1. Health problems among Vietnamese refugees resettled in Japan.
- Author
-
Katsumata T, Kohno S, Yamashita K, Takeno Y, Matsunaga K, Oka R, Fujiwara T, and Hara K
- Subjects
- Adolescent, Adult, Aged, Child, Demography, Female, Health Status Indicators, Hepatitis, Viral, Human epidemiology, Humans, Japan, Lung Diseases epidemiology, Malaria epidemiology, Male, Middle Aged, Parasitic Diseases epidemiology, Syphilis epidemiology, Tuberculosis, Pulmonary epidemiology, Vietnam ethnology, Morbidity, Refugees
- Abstract
A medical examination of 932 Vietnamese refugees was conducted within 1 month of their resettlement in Japan between 1989 and 1991. A variety of abnormalities were detected, including parasitic disease (78% prevalence), anemia (12%), HBsAg positive state (14%), liver dysfunction (10%), hypertension (0.8%), active pulmonary tuberculosis (2%) and syphilis (0.7%). These rates were still as high as the prevalence in previous studies of earlier immigrants from Vietnam. The high frequency of infectious diseases in recent Vietnamese refugees compared with the Japanese community leads to a recommendation for continuing medical examinations and treatment for new Vietnamese refugees.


■ Task goal:
Identify each line below that contains the word "Cheesy", and copy it out.
Records Block Start
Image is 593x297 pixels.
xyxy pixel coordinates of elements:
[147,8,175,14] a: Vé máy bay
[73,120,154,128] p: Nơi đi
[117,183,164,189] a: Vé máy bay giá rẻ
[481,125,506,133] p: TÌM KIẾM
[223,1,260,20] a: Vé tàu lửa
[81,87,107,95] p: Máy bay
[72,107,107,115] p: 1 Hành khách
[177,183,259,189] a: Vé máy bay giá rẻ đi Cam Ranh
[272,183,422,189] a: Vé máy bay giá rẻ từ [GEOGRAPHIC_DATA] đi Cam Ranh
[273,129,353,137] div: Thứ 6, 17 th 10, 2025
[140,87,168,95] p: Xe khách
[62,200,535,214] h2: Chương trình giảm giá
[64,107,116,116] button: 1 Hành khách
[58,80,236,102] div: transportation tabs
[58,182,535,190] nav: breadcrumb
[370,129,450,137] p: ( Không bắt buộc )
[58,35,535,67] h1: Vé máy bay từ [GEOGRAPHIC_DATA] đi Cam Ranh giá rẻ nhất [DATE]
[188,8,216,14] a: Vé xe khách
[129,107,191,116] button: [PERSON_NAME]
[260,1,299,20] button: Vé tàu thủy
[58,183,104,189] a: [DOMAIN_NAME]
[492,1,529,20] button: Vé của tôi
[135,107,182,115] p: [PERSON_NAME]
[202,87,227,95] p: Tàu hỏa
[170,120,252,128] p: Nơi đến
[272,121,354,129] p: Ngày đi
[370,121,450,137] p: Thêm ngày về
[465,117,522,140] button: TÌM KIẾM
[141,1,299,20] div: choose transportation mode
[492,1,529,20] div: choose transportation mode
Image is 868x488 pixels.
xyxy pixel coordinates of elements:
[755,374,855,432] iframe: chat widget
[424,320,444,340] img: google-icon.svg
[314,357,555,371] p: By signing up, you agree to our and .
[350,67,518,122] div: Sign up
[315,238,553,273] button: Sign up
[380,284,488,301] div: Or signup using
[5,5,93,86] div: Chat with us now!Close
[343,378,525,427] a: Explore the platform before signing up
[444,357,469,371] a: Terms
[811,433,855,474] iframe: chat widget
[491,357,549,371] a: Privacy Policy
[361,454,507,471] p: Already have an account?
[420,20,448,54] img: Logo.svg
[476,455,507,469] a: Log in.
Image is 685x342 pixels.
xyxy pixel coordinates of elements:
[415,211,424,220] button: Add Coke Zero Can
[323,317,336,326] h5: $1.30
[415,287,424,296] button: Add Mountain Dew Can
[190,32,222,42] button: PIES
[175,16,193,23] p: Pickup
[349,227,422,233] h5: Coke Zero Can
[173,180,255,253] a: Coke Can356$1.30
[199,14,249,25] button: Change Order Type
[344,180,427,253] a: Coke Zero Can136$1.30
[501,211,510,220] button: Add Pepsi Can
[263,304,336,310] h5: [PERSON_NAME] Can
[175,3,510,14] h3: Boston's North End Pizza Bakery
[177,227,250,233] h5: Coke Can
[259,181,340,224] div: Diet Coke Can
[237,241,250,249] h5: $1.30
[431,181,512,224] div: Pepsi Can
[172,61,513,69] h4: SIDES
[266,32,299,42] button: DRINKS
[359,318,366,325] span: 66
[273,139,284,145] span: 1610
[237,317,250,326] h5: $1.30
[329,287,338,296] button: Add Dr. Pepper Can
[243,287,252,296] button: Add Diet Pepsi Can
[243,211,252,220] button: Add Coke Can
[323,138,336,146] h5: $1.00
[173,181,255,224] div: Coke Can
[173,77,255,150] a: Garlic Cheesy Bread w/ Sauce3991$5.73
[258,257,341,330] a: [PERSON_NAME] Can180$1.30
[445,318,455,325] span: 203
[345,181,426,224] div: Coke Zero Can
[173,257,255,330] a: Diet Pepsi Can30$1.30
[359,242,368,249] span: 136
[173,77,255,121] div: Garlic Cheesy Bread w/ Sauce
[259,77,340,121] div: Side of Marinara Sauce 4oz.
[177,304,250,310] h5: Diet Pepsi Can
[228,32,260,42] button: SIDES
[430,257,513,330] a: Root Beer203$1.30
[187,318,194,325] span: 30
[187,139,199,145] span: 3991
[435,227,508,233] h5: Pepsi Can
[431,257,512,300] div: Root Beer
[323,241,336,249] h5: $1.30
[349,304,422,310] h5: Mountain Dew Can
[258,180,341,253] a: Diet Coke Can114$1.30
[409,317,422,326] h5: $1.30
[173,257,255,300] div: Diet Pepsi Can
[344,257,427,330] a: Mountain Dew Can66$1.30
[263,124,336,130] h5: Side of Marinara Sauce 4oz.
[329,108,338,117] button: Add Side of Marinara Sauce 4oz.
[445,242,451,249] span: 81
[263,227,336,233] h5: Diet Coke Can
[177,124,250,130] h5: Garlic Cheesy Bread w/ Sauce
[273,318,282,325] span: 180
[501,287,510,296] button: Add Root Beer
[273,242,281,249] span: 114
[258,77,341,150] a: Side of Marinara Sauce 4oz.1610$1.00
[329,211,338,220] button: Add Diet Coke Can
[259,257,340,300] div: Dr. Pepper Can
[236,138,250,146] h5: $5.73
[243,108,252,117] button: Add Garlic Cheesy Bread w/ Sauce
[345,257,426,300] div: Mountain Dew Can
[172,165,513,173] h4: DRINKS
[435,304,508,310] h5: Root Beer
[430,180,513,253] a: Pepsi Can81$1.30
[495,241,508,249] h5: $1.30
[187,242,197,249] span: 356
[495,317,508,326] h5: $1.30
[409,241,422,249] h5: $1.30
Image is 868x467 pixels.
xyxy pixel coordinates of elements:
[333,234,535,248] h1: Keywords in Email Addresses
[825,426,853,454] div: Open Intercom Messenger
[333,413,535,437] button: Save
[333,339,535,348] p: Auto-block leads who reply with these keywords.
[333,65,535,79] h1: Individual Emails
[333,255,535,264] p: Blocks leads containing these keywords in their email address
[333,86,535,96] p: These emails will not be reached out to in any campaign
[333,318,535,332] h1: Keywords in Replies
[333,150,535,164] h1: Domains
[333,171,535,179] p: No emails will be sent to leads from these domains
Records Block End
■ Response to this task:
[173,77,255,150] a: Garlic Cheesy Bread w/ Sauce3991$5.73
[173,77,255,121] div: Garlic Cheesy Bread w/ Sauce
[177,124,250,130] h5: Garlic Cheesy Bread w/ Sauce
[243,108,252,117] button: Add Garlic Cheesy Bread w/ Sauce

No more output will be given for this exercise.